VAR to be used in Champions League from next season and at Euro 2020
Video Assistant Referees will be used in the Champions League from the 2019-20 season and will also be introduced at the 2020 European Championship, UEFA said on Thursday.
(FILES) This file photo taken on June 9, 2018 shows a video assistant refereeing (VAR) operation room at the 2018 FIFA World Cup Russia International Broadcast Centre (IBC) in Moscow. Video Assistant Referees will be used in the Champions League from the 2019-20 season and will also be introduced at the 2020 European Championship, UEFA said on September 27, 2018. European football’s governing body revealed a decision had been taken at a meeting of their executive committee to bring in the technology, which will be used from the playoff round preceding the group stage of the Champions League. / AFP PHOTO / Mladen ANTONOV
European football’s governing body revealed a decision had been taken at a meeting of their executive committee to bring in the technology, which will be used from the play-off round preceding the group stage of the Champions League.
UEFA’s move follows the use of VAR at the FIFA World Cup in Russia, when it was deemed largely to be a success.
VAR will also be used in the Europa League, but not until the 2020-21 season and only from the group stage, and in the finals of the new international Nations League competition, although only from 2021.
Before that, UEFA will introduce VAR for the first time at next August’s Super Cup in Istanbul, between the winners of this season’s Champions League and Europa League.
“We’re confident that introducing VAR in August 2019 will give us enough time to put in place a robust system and to train match officials to ensure an efficient, successful implementation of VAR in the UEFA Champions League, the world’s flagship club competition,” UEFA president Aleksander Ceferin said.
UEFA were meeting at their Swiss headquarters ahead of the announcement later of the winning bid to host Euro 2024, with Germany and Turkey competing for the right to organise the tournament.
VAR has been introduced in the top divisions in Spain and France this season, with those leagues following on from the German Bundesliga and Italian Serie A, although the English Premier League has been more cautious and it has not yet been widely brought in across the continent.
Ceferin himself had resisted calls to bring VAR into Europe’s elite club competition, telling journalists in Monaco last month that “VAR is not completely clear for now, but we also know that there is no way back anymore, technology will come sooner or later”.
Up until recently, UEFA had not discounted the possibility of introducing VAR in the Champions League from the latter stages this season, or at least for the final, to be played in Madrid on June 1, next year. But they will now wait until next season.
Ceferin has acknowledged that VAR “worked quite well” at the World Cup, although UEFA’s biggest concern has been how they can effectively run the system in a competition spanning an entire continent.
Giorgio Marchetti, the organisation’s deputy general secretary, recently admitted that VAR was “obviously not impossible but very complex, and requires a lot of planning”.
That, in particular, explains why they will wait an extra year before bringing in VAR in the Europa League, a larger competition than the Champions League and one which tends to include a wider array of countries.
Euro 2020, meanwhile, will be played at 12 different venues across the continent, with the semi-finals and final at Wembley.
For more news your way, download The Citizen’s app for iOS and Android.
For more news your way
Download our app and read this and other great stories on the move. Available for Android and iOS.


[Task]: Give back every line of the material below that has the string "ffffff".

====== Record set

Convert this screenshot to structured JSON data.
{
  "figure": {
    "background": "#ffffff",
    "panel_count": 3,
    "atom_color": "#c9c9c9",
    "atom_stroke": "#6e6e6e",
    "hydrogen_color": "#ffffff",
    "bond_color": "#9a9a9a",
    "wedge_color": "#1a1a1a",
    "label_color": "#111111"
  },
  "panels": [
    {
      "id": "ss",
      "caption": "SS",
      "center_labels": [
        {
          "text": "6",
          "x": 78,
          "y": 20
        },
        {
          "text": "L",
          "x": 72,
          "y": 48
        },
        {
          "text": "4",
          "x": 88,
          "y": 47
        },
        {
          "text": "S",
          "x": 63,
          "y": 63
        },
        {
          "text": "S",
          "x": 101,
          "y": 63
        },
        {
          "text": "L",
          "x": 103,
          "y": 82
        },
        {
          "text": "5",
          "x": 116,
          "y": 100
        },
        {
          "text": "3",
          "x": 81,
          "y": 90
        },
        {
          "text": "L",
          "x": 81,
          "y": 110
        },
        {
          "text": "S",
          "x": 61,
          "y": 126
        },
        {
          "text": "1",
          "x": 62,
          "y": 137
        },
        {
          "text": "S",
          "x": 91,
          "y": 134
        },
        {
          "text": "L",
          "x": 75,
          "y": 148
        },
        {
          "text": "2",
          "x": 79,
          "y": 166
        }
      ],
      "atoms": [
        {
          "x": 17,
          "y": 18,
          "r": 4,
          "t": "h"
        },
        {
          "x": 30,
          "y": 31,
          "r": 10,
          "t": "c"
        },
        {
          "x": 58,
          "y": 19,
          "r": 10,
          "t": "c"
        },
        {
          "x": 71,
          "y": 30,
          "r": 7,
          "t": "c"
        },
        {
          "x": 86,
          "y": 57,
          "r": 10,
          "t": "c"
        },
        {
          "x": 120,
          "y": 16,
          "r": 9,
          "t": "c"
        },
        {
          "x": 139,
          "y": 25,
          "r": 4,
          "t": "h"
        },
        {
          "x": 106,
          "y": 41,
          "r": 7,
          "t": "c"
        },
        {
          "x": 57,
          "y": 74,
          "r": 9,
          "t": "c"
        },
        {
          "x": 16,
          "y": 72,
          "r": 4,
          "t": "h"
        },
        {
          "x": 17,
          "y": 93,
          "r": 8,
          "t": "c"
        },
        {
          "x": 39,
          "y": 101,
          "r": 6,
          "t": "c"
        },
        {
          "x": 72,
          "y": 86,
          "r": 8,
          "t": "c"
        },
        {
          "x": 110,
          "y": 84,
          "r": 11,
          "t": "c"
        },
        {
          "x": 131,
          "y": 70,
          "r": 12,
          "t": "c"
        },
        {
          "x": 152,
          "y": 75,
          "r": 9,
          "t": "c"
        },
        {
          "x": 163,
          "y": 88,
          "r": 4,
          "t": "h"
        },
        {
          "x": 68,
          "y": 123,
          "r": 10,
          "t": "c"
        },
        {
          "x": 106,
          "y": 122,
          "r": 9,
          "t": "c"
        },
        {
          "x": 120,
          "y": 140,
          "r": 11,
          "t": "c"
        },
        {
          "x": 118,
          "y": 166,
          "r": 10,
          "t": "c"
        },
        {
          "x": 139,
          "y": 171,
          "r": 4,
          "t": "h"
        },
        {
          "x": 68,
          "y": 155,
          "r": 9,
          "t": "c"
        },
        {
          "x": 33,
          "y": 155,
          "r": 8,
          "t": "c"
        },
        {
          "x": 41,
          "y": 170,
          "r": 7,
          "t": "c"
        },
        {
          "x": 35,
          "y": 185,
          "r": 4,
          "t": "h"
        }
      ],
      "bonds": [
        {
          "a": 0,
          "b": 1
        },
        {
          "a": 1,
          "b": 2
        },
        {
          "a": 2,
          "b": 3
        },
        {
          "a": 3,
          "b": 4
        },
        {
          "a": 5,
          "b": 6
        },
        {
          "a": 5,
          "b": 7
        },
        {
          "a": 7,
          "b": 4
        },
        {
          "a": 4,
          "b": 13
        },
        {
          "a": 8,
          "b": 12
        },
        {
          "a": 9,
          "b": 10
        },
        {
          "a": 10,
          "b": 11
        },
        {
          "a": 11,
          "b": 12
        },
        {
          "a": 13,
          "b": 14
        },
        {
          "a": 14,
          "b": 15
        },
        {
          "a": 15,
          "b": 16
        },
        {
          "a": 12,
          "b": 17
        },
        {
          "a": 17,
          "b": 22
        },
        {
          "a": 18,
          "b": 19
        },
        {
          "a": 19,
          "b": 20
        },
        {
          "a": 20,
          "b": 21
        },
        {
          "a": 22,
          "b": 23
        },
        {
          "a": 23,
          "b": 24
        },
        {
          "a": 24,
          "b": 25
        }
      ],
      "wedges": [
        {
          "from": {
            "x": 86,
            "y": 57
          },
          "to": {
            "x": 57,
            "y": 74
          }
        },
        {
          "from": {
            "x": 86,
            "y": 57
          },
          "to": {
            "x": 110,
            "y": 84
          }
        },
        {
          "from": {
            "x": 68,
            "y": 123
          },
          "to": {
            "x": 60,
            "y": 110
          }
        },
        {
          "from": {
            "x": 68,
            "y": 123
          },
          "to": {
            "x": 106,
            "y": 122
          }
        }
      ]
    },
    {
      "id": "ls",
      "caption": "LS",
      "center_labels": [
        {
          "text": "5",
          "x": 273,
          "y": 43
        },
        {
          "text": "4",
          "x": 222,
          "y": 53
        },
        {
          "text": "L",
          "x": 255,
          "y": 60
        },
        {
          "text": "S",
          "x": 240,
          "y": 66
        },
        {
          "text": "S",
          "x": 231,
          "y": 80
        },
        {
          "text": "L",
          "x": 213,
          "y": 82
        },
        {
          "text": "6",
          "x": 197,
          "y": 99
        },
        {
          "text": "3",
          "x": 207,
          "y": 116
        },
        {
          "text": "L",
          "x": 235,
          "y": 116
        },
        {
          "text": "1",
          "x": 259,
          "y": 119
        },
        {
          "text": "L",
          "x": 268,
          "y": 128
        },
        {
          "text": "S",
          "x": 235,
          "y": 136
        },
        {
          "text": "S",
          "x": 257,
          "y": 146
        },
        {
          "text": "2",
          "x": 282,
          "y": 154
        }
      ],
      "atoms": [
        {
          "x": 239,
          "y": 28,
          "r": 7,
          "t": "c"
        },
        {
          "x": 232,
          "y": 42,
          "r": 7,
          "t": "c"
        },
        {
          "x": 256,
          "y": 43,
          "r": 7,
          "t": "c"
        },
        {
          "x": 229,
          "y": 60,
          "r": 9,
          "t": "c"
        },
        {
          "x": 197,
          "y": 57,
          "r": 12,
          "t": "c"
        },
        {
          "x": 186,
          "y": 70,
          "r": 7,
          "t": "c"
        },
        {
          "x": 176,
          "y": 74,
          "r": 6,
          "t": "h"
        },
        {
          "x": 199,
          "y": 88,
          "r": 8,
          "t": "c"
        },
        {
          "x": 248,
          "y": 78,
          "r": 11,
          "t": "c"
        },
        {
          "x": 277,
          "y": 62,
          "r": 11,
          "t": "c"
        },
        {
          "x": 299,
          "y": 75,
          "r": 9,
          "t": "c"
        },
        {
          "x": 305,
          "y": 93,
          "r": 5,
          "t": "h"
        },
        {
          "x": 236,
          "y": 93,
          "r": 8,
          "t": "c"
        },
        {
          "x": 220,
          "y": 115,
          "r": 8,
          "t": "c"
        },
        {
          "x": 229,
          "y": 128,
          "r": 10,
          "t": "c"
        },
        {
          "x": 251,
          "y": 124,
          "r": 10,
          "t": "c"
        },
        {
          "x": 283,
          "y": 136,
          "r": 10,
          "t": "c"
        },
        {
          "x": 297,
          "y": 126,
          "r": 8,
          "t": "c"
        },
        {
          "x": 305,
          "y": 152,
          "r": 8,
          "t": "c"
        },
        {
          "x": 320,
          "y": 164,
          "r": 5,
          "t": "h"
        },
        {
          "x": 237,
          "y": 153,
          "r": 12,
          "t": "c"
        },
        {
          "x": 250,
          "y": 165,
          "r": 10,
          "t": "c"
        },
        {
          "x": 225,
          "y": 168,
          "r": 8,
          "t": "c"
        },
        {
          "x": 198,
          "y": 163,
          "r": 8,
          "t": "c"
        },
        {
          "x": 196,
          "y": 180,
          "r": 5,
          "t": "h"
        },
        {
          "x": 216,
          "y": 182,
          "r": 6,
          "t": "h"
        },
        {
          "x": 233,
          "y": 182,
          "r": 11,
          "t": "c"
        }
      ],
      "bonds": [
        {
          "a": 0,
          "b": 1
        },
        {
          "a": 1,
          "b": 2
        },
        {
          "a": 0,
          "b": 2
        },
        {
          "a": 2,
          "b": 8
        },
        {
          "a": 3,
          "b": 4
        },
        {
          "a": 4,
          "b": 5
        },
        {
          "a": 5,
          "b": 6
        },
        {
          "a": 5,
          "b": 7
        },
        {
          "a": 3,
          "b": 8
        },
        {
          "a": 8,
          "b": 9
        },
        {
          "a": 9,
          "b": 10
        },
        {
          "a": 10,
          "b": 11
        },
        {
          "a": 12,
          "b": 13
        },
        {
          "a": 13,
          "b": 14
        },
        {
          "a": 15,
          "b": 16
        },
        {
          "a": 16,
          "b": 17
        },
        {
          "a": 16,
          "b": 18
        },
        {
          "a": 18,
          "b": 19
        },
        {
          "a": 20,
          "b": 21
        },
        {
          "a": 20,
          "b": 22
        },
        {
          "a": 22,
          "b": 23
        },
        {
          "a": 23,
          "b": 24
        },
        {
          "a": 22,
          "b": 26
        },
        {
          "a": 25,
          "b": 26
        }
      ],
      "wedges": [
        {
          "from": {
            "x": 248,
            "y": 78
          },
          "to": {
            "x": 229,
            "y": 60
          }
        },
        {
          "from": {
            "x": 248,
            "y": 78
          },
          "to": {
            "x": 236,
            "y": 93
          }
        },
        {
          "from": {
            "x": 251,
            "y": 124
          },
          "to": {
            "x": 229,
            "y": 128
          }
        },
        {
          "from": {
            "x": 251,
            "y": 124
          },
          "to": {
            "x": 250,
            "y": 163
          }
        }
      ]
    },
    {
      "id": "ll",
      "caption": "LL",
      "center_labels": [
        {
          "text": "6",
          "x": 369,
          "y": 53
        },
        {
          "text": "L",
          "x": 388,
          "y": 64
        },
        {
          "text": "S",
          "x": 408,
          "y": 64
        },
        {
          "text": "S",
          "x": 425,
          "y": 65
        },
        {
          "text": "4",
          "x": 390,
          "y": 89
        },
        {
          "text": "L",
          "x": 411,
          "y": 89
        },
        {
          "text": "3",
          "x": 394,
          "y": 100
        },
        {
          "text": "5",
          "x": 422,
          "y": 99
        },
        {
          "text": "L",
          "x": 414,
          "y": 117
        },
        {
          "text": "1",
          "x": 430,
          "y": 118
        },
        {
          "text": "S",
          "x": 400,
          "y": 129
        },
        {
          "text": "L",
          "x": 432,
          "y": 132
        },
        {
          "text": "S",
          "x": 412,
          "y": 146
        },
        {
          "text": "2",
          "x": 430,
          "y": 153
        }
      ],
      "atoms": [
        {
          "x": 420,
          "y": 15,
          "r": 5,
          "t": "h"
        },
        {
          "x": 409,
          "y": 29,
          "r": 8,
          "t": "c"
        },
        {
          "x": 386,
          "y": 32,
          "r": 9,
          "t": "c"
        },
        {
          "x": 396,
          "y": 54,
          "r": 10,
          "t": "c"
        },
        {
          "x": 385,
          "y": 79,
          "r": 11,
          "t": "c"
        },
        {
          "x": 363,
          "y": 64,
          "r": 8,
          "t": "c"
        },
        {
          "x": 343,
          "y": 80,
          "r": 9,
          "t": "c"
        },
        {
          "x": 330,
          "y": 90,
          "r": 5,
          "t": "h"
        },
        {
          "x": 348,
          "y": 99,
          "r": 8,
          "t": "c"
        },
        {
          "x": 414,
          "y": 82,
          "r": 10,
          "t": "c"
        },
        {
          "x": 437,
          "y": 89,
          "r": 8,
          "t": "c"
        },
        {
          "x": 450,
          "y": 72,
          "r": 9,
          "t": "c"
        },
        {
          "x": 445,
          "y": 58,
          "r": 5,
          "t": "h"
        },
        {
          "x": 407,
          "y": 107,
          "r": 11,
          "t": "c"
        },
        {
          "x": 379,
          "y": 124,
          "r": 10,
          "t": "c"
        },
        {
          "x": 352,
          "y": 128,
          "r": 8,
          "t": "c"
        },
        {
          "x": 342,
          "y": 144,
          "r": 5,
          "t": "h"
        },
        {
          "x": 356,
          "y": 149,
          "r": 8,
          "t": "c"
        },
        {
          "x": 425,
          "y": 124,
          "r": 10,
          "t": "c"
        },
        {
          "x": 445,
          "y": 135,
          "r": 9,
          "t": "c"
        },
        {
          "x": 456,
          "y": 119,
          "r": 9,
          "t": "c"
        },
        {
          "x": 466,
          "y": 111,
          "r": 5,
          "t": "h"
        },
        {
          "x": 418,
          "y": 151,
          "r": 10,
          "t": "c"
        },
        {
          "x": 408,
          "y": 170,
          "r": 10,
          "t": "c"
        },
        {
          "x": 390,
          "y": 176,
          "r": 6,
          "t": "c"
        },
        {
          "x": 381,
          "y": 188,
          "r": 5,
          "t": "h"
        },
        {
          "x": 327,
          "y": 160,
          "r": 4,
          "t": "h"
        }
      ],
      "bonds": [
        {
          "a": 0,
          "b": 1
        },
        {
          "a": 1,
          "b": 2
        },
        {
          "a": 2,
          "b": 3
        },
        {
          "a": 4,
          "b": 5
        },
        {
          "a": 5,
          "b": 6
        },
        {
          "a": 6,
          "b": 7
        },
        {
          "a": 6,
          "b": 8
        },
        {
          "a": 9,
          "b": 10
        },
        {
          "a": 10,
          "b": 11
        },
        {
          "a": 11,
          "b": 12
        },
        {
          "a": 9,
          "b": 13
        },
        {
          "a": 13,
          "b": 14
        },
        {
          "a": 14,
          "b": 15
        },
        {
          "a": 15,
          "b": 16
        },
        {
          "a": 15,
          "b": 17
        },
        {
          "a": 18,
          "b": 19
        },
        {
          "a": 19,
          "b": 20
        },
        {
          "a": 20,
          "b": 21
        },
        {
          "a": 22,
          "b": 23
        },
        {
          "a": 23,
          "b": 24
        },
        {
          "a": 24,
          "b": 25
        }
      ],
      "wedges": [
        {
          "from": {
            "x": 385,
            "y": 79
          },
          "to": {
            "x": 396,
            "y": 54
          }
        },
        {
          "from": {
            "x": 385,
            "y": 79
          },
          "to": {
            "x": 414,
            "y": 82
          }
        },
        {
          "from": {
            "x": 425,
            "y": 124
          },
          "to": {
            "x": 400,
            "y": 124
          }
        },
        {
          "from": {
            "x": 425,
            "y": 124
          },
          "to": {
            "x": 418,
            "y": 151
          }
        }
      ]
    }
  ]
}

============

[Answer area]:
    "background": "#ffffff",
    "hydrogen_color": "#ffffff",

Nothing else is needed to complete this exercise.